Furthermore, calling 5e braindead is just wrong. It's far simpler than previous editions but that doesn't make it dumb, and it doesn't make its players dumb for wanting help making good characters in the system. You are used to something far more complex, I would argue that oftentimes that it was needlessly complex. But that doesn't mean that there's no complexity to be found in the newer, simpler versions. I say this as someone who's not a fan of 5e as a system. I find it too simple for my tastes and have chosen Pathfinder 2e as my system of choice. That's also a simpler system than 1e, which was an offshoot of D&D 3.5, but it's a demonstration of how a simpler system doesn't mean dumb. As far as UI is concerned, older games can certainly have good UI, I've not played any of those games with the original UI to judge, but just because it worked for people doesn't mean automatically that it's objectively good. There have been literal decades since those games, during which game devs have been able to build on knowledge and had a chance to see and study what works and why. I don't believe that new automatically means better, but I am willing to go out on a limb and say that overall, UI in games now is genuinely better than UI back then, if youlook at games as a whole, and as intuitive as you found the UI back then, I'm sure those same game devs, if they knew what they know now, could have created something way better.

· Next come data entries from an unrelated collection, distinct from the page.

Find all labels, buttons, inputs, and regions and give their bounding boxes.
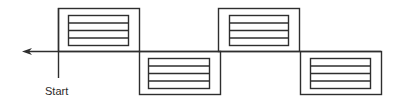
module-4-below — [301, 52, 382, 95]
start-label: Start — [45, 85, 68, 97]
module-2-below — [140, 52, 221, 95]
module-3-above — [219, 9, 300, 52]
module-1-above — [59, 9, 140, 52]
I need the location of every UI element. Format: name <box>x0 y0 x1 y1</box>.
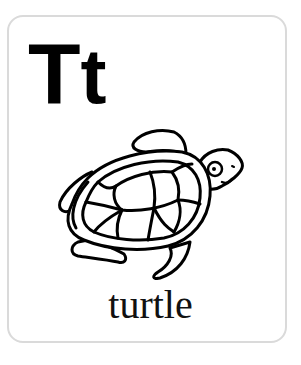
flashcard-canvas: Tt <box>0 0 301 365</box>
uppercase-letter: T <box>28 25 79 121</box>
letter-heading: Tt <box>28 30 107 116</box>
turtle-icon <box>52 124 248 280</box>
lowercase-letter: t <box>81 32 107 120</box>
word-label: turtle <box>0 283 301 327</box>
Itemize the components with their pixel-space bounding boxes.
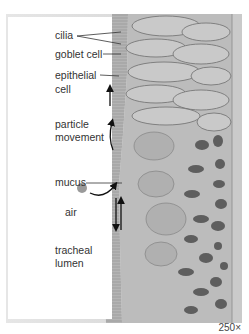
label-goblet-cell: goblet cell <box>55 48 102 61</box>
curved-arrow-icon <box>90 185 115 195</box>
curved-up-arrow-icon <box>110 122 113 150</box>
label-air: air <box>65 206 77 219</box>
epithelial-leader-line <box>100 75 119 76</box>
label-tracheal-lumen: lumen <box>55 257 84 270</box>
label-particle-movement: movement <box>55 131 104 144</box>
annotation-overlay <box>0 0 249 334</box>
label-tracheal: tracheal <box>55 244 92 257</box>
label-particle: particle <box>55 118 89 131</box>
label-epithelial-cell: cell <box>55 83 71 96</box>
label-epithelial: epithelial <box>55 69 96 82</box>
magnification-caption: 250× <box>218 322 241 333</box>
cilia-leader-line <box>77 32 121 36</box>
cilia-leader-line-2 <box>77 36 121 44</box>
label-mucus: mucus <box>55 176 86 189</box>
label-cilia: cilia <box>55 29 73 42</box>
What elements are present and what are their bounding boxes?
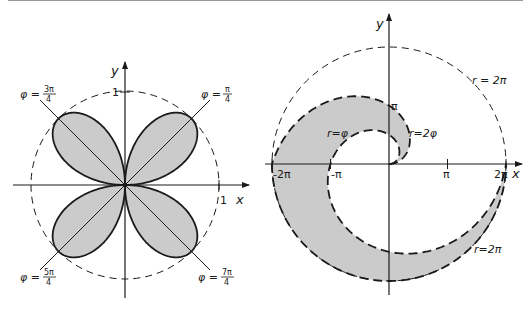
x-tick-pi: π bbox=[443, 168, 450, 181]
figure-canvas: y 1 1 x φ = 3π 4 φ = π 4 φ = 5π 4 φ = 7π… bbox=[0, 0, 531, 313]
svg-text:3π: 3π bbox=[44, 85, 54, 94]
x-axis-label: x bbox=[235, 192, 244, 207]
svg-text:4: 4 bbox=[224, 278, 229, 287]
x-tick-2pi: 2π bbox=[494, 168, 508, 181]
y-tick-pi: π bbox=[391, 100, 398, 113]
left-figure-rose: y 1 1 x φ = 3π 4 φ = π 4 φ = 5π 4 φ = 7π… bbox=[13, 62, 249, 298]
label-phi-7pi4: φ = 7π 4 bbox=[198, 268, 234, 287]
label-phi-pi4: φ = π 4 bbox=[201, 85, 232, 104]
label-r-2pi-top: r = 2π bbox=[472, 74, 507, 87]
svg-text:φ =: φ = bbox=[20, 271, 40, 284]
svg-text:4: 4 bbox=[46, 278, 51, 287]
svg-text:φ =: φ = bbox=[201, 88, 221, 101]
svg-text:φ =: φ = bbox=[198, 271, 218, 284]
x-tick-neg-2pi: -2π bbox=[273, 168, 291, 181]
y-tick-one-label: 1 bbox=[112, 86, 119, 99]
y-axis-label: y bbox=[375, 16, 384, 31]
label-r-2phi: r=2φ bbox=[409, 127, 438, 140]
svg-text:φ =: φ = bbox=[20, 88, 40, 101]
label-phi-3pi4: φ = 3π 4 bbox=[20, 85, 56, 104]
x-tick-one-label: 1 bbox=[220, 194, 227, 207]
svg-text:4: 4 bbox=[46, 95, 51, 104]
y-axis-label: y bbox=[110, 63, 119, 78]
svg-text:4: 4 bbox=[225, 95, 230, 104]
x-tick-neg-pi: -π bbox=[331, 168, 342, 181]
x-axis-label: x bbox=[511, 166, 520, 181]
label-r-phi: r=φ bbox=[327, 127, 349, 140]
label-r-2pi-bottom: r=2π bbox=[474, 243, 502, 256]
svg-text:5π: 5π bbox=[44, 268, 54, 277]
svg-text:7π: 7π bbox=[222, 268, 232, 277]
svg-text:π: π bbox=[225, 85, 230, 94]
right-figure-spirals: -2π -π π 2π x y π r=φ r=2φ r = 2π r=2π bbox=[265, 14, 522, 295]
label-phi-5pi4: φ = 5π 4 bbox=[20, 268, 56, 287]
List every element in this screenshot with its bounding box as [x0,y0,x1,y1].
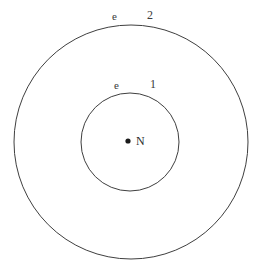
bohr-atom-diagram: e 2 e 1 N [0,0,272,278]
electron-label-shell-2: e [112,11,117,22]
electron-shell-2-circle [14,25,248,259]
shell-number-label-1: 1 [150,79,156,90]
electron-label-shell-1: e [114,80,119,91]
shell-number-label-2: 2 [147,10,153,21]
nucleus-dot-icon [125,138,130,143]
nucleus-label: N [136,135,145,147]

I also find it amusing how you use as evidence the fact that people claim old stuff still looks good as an argument that things were better in the old days, then in the same metaphorical breath state that those people are wrong when they state that opinion about old stuff you disagree with. That's kind of hypocritical honestly. And really shines a light on how much of this argument is born of nostalgia and opinion. You also ignore the fact that the crpg genre has always been a niche. These games, for all you praise them, never caught on with the majority of gamers even in the old days when fans were supposedly "superior." Because it's not about the fans. Fans didn't become dumber, there's just more of them. The percentage of fans you would approve of is probably largely the same relative to back then, probably a bit larger if I had to guess. But now there are just way more fans in general, and it's easy to actually hear from them via the internet, since social media makes it so easy for people toshare thoughts and feelings, etc. I listen to a gaming podcast and one of the hosts played and loved both the original games. And he absolutely loves BG3 and thinks it's a worthy successor. I've never actually gone through both games but I still dislike BG3. But I also love games like Pillars of Eternity, Tyranny, the Pathfinder games, but also, Mass Effect Andromeda is tied with 2 as my fave in that series, and Inquisition is hands down my favorite dragon age game. You can't just broadly generalize and say "modern fans are worse than the old guard, and because of that modern games are actually worse." It's simply untrue. Stuff is complicated.

I apologize for getting rather rambly towards the end there. This is just a particular conversation I have a lot of feelings about.